Sensitive Subjects Pt. 2: Creative Practice and Ethics in Times of Loss
Olivia Turner reflects on the Sensitive Subjects: Creative Practice and Ethics workshop she organised at Newcastle University, turning to issues around bereavement and grief.
Exploring and Enhancing Wellbeing through Therapeutic Photography
Neil Gibson reflects on therapeutic photography and self-esteem as part of a workshop delivered at the June 2023 Scottish Medical Humanities Conference
Continental Philosophy of Psychiatry: The Lure of Madness Book Review
Lorna Collins reviews Continental Philosophy of Psychiatry: The Lure of Madness by Alastair Morgan (Springer, 2022).
Lunar Chronicles: Belief and Bodies in Pain
In this highly personal piece Deepsikha Dasgupta recounts the intersection between lunar phases and the arthritic pain experienced by women in her family.
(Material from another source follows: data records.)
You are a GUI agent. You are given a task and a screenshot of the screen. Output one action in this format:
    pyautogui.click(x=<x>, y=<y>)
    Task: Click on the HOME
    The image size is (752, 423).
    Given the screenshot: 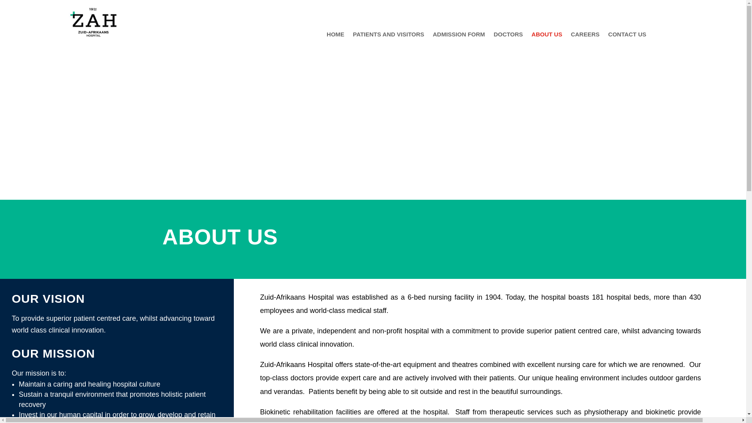 What is the action you would take?
    pyautogui.click(x=335, y=36)
     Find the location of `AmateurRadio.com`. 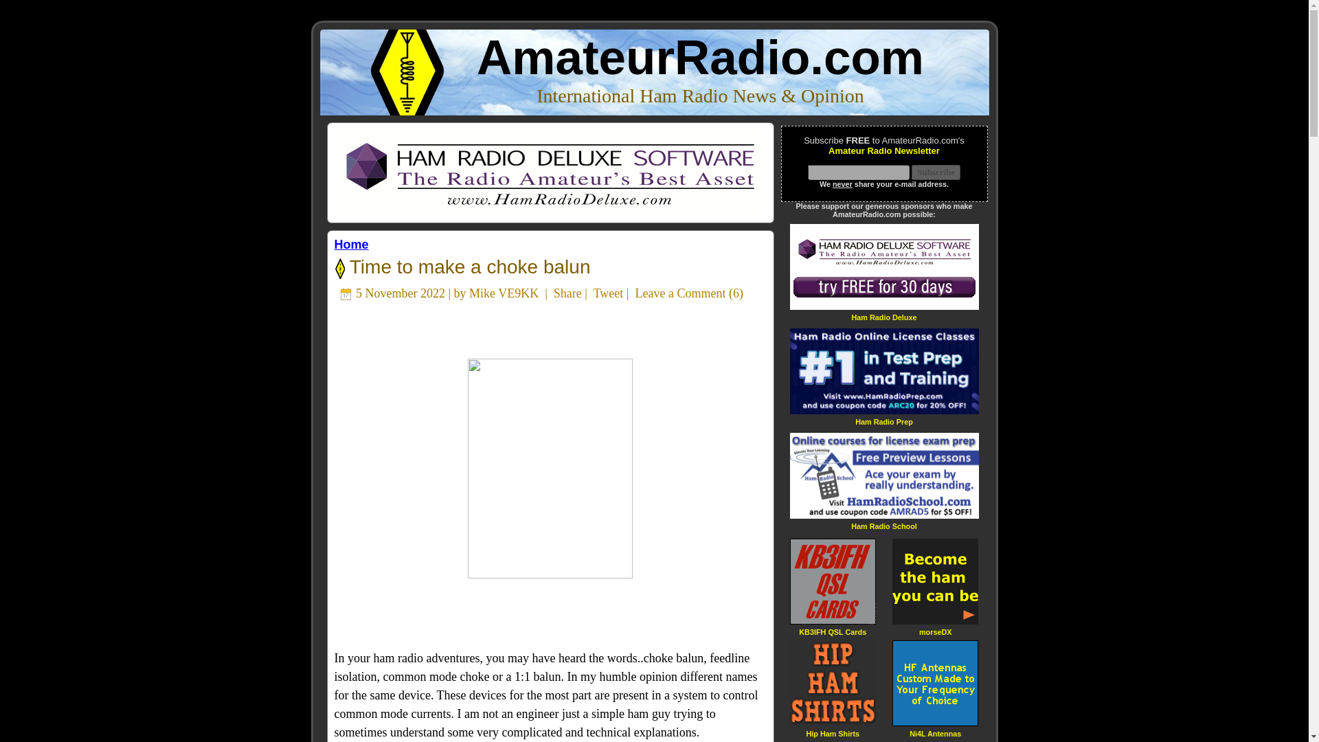

AmateurRadio.com is located at coordinates (700, 58).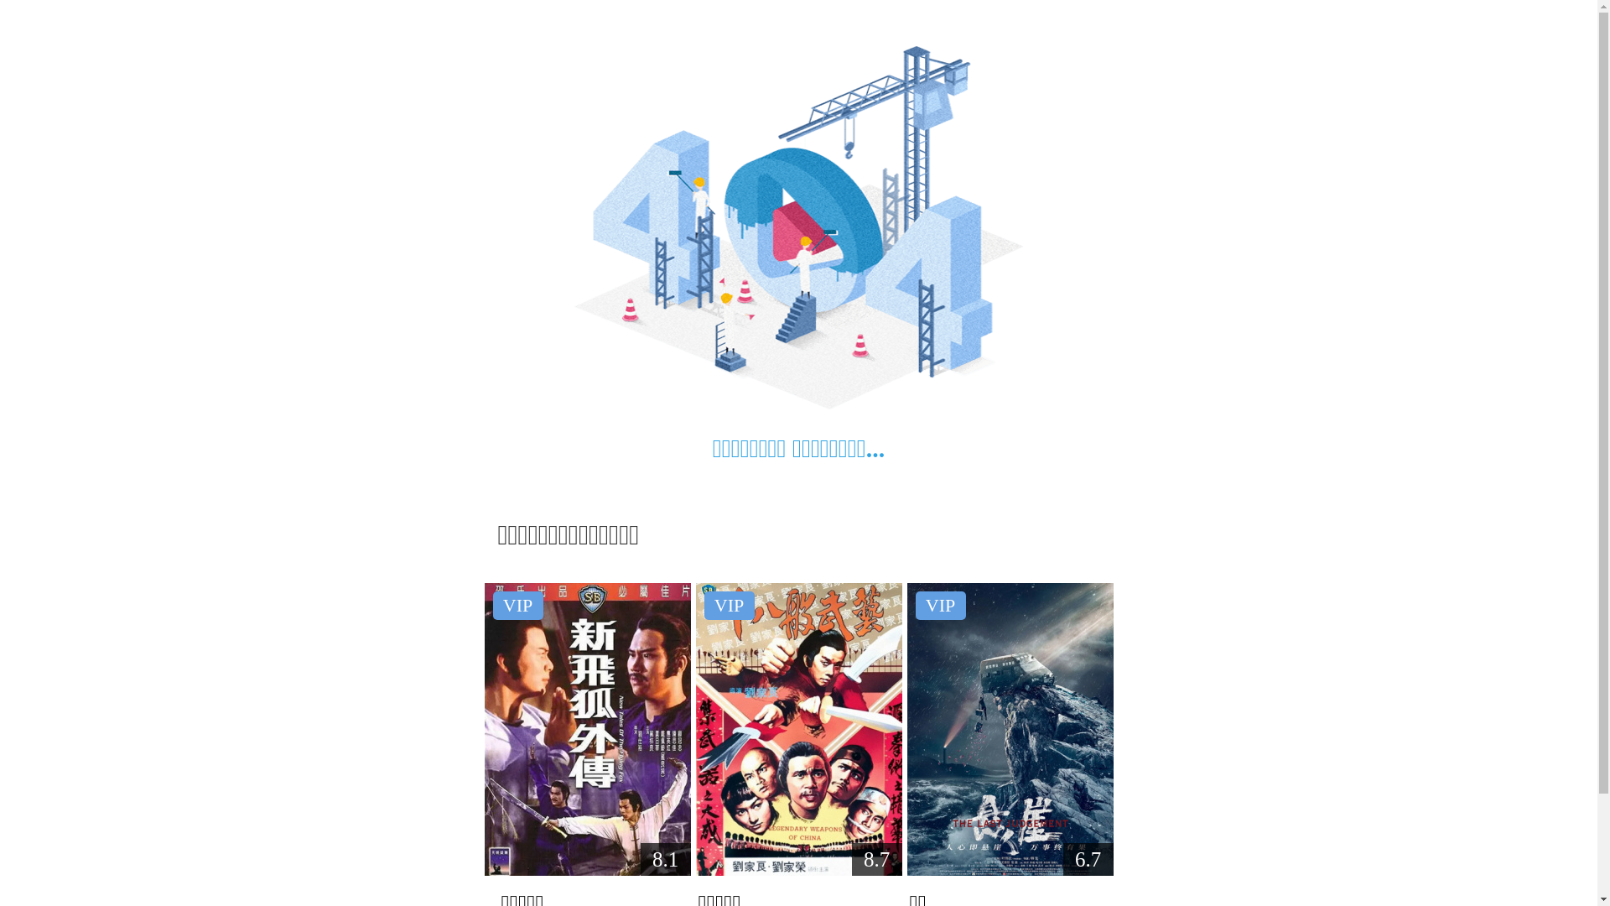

Sensitive Subjects Pt. 1: Consent in Creative Practice Research
In the first of three articles for The Polyphony, Olivia Turner reflects on ethics in creative practice research in the critical medical humanities, following a workshop she organised at Newcastle University. She begins with the issue of consent.
Recalibrating Stigma
Gareth Thomas, Tanisha Spratt, Oli Williams, and Amy Chandler reflect on the 2023 symposium: Recalibrating Stigma, Sociological Perspectives on Health and Illness.
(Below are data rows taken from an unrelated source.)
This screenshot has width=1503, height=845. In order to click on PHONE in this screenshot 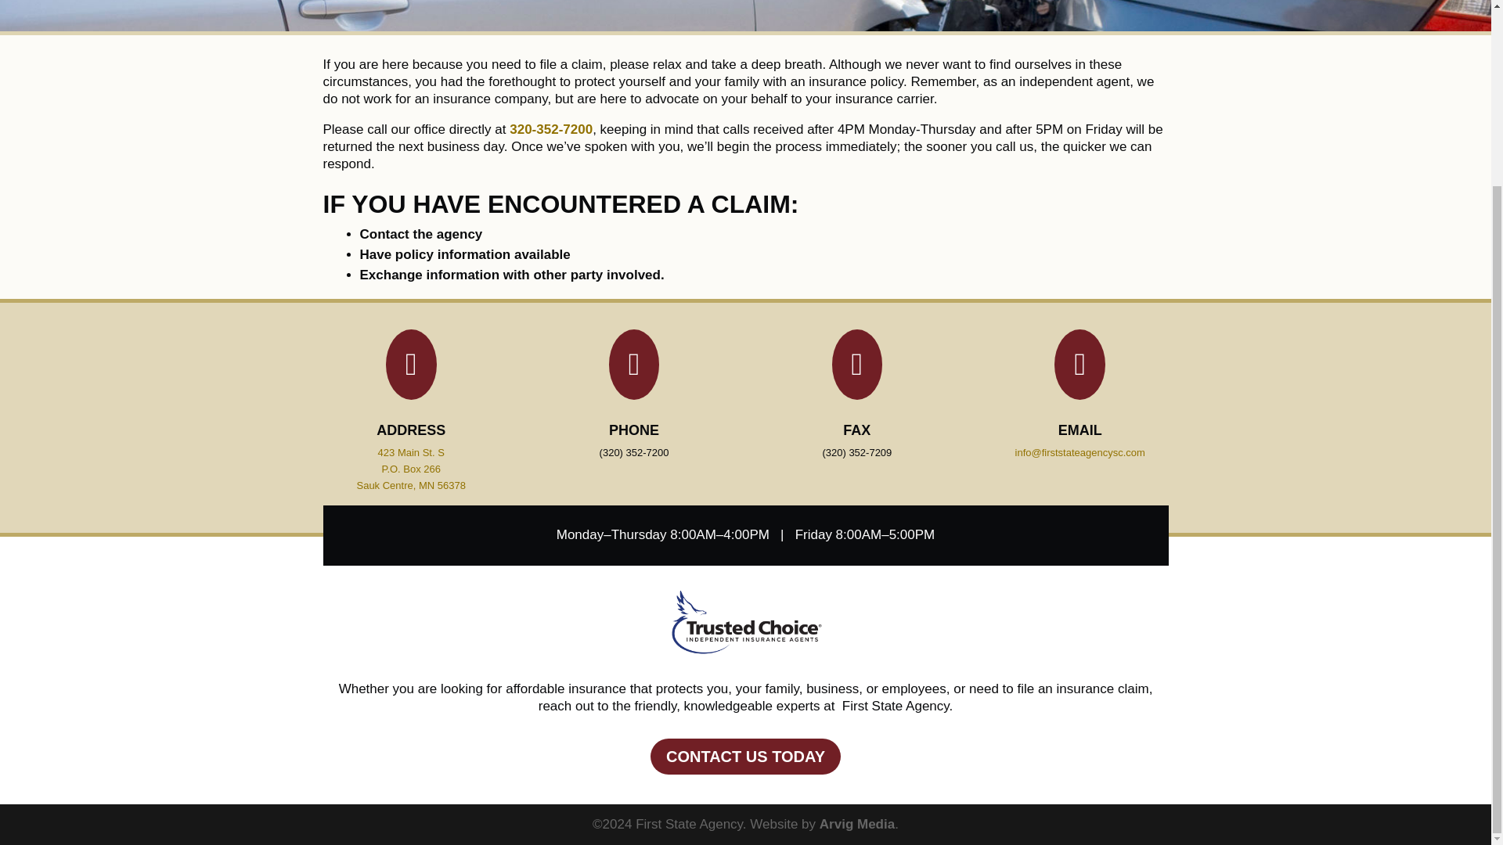, I will do `click(634, 432)`.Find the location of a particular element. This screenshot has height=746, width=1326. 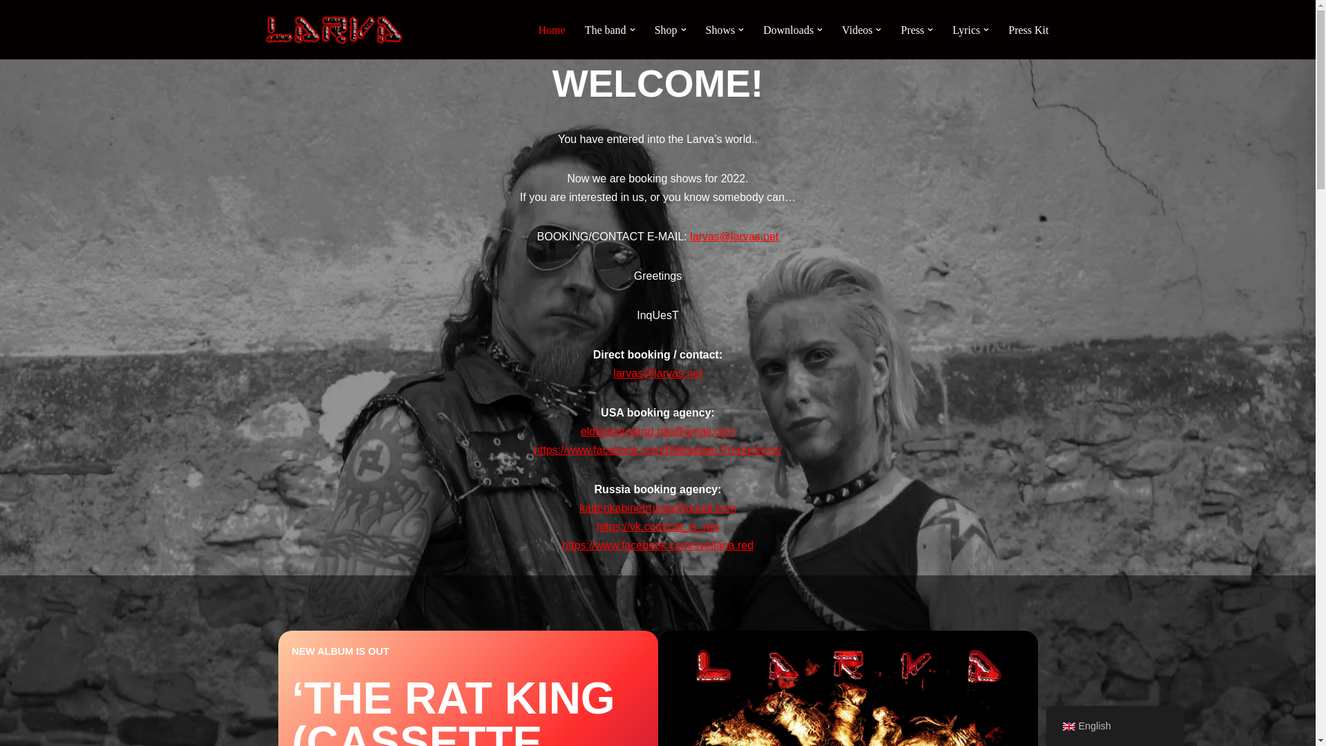

eldkastareprod.niki@gmail.com is located at coordinates (658, 431).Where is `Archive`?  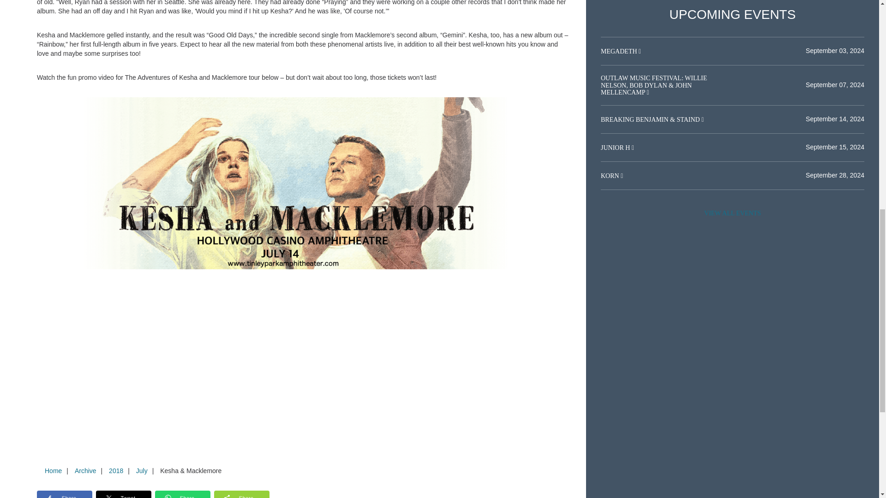
Archive is located at coordinates (85, 471).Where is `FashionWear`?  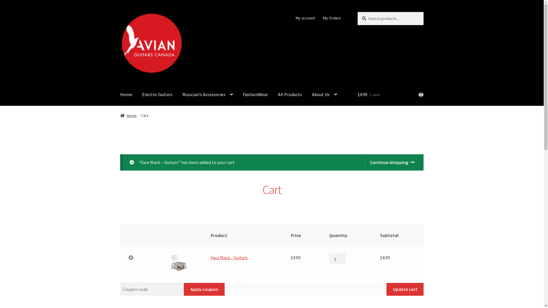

Hematopolitics: Blood, Space and Time
Thomas Wadsworth reports on the Hematopolitics Symposium held at the University of Leeds in May 2022
Material Translation and Exclusion: Barad’s Entanglement and Post-Pandemic Medical Humanities
Monika Class reflects on some of the theoretical underpinnings of a post-pandemic, translational medical humanities and suggests that the concept of “material translation” might offer a productive way forward.
Seen and Unseen in Translational Medical Humanities
Brian Hurwitz and Magdalena Szpilman reflect on the seen and unseen dimensions of translation in the medical medical humanities. While Hurwitz examines the power of pretence in Classical medicine, Szpilman highlights the potency of the physician's visual scream in 1980s Poland and today.